The following was an email we sent to each legislator in Utah last week.


Dear Legislator,

I hope that by now you’ve had the time to read, or at least thumb through, the copy of Nullification you were recently sent. Whether or not you agree with all the points presented in the book, the compilation of historical examples, quotes, and sources provide a frighteningly relevant comparison to our own political climate.

I wanted to briefly share with you a quote which I think encapsulates your charges as legislators for the sovereign state of Utah. The following is from Governor Jonathan Trumbull, speaking to the state legislature in his state, Connecticut, in 1809:

Despairing of substantial relief from any other quarter, the people are now looking with anxious solicitude and hope, to the wisdom and direction of the Legislature of their own choice [their state legislature] ; and seem confident that some mode may be devised to remove the pressure under which they are at present suffering. To your collected wisdom and prudence they submit the task. And may it not be hoped, that, with our united efforts under a temperate, discreet and firm consideration of our situation and circumstances, we may be able by the influence of divine aid, to fulfil the just and reasonable expectations of our fellow citizens? Whenever our national legislature is led to overleap the prescribed bounds of their constitutional powers, on the State Legislatures, in great emergencies, devolves the arduous task—it is their right—it becomes their duty, to interpose their protecting shield between the right and liberty of the people, and the assumed power of the General Government.
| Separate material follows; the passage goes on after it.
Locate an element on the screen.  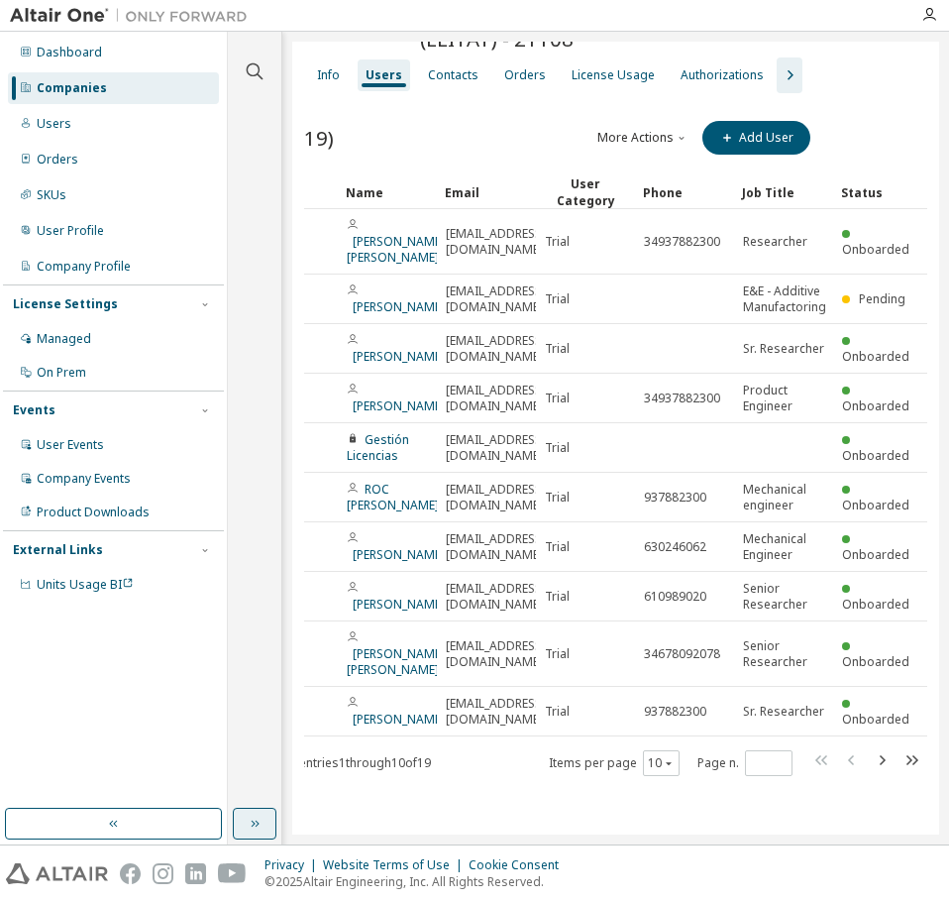
img: Altair One is located at coordinates (134, 16).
This statement was made at the opening of a special session convened by Governor Trumbull to deal with an embargo enacted by President Thomas Jefferson. In addition to the above, he specifically declared that it would be “useful for the general good, if the State Legislatures were often to cast a watchful eye towards the general government, with a view, candidly to consider, and judiciously discern, whether the powers delegated to the United States are not exceeded, or are so exercised as to not interfere with or counteract those which are reserved by the people for their own management.”
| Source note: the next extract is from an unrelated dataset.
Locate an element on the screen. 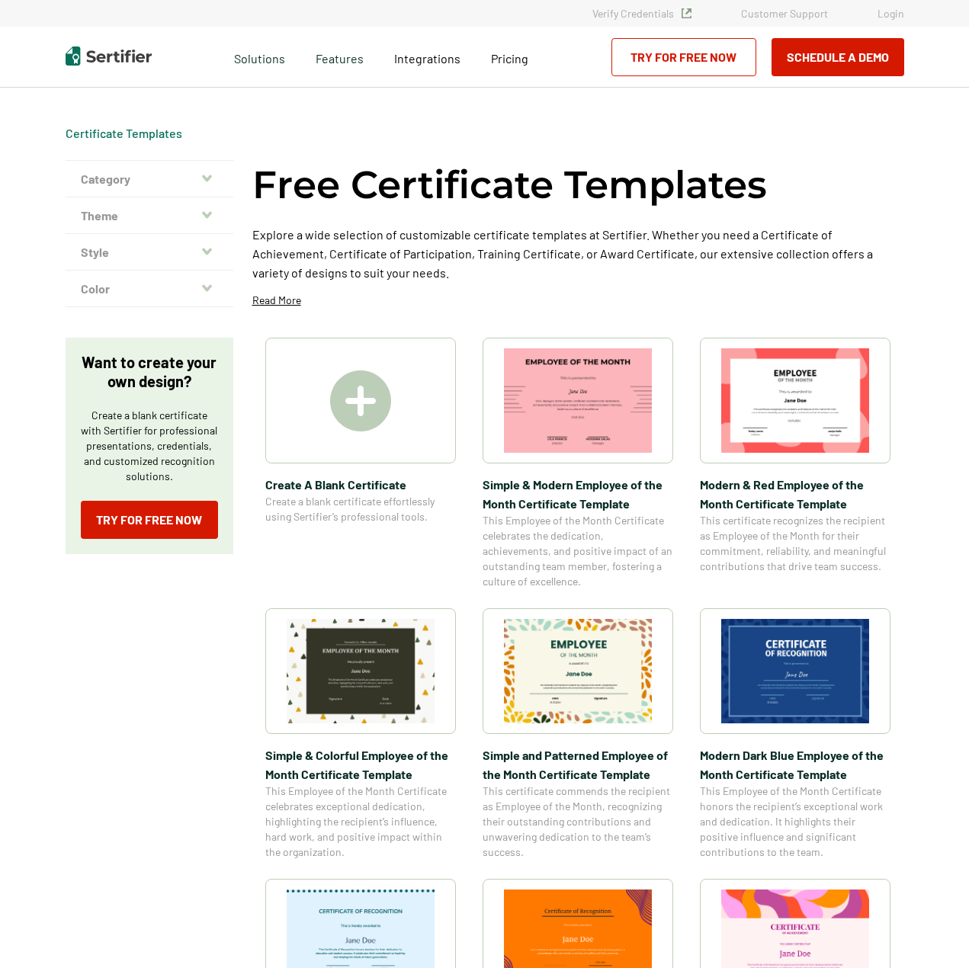 The width and height of the screenshot is (969, 968). span: Create A Blank Certificate is located at coordinates (361, 484).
Whether the subject be the TSA’s invasive screenings, the food bill which the U.S. Senate passed this morning, commercial regulation, health care mandates, or a host of other issues, it is readily apparent that a large number of situations exist in which the citizens of Utah “despair[] of relief”, looking to “the wisdom and direction” of you, our state legislators.

I submit the preceding quote for your consideration, in hopes that it will serve to emphasize the gravity of the issues that lay before us. I invite you to take the time to study the tools of interposition and nullification, and explore ways, leading up to our next general session in January, that you can demonstrate to your constituents, and Utahns as a whole, your commitment to holding up a “protecting shield between the right and liberty of the people, and the assumed power of the General Government.”

We at the Tenth Amendment Center stand ready to assist you in whatever way we can.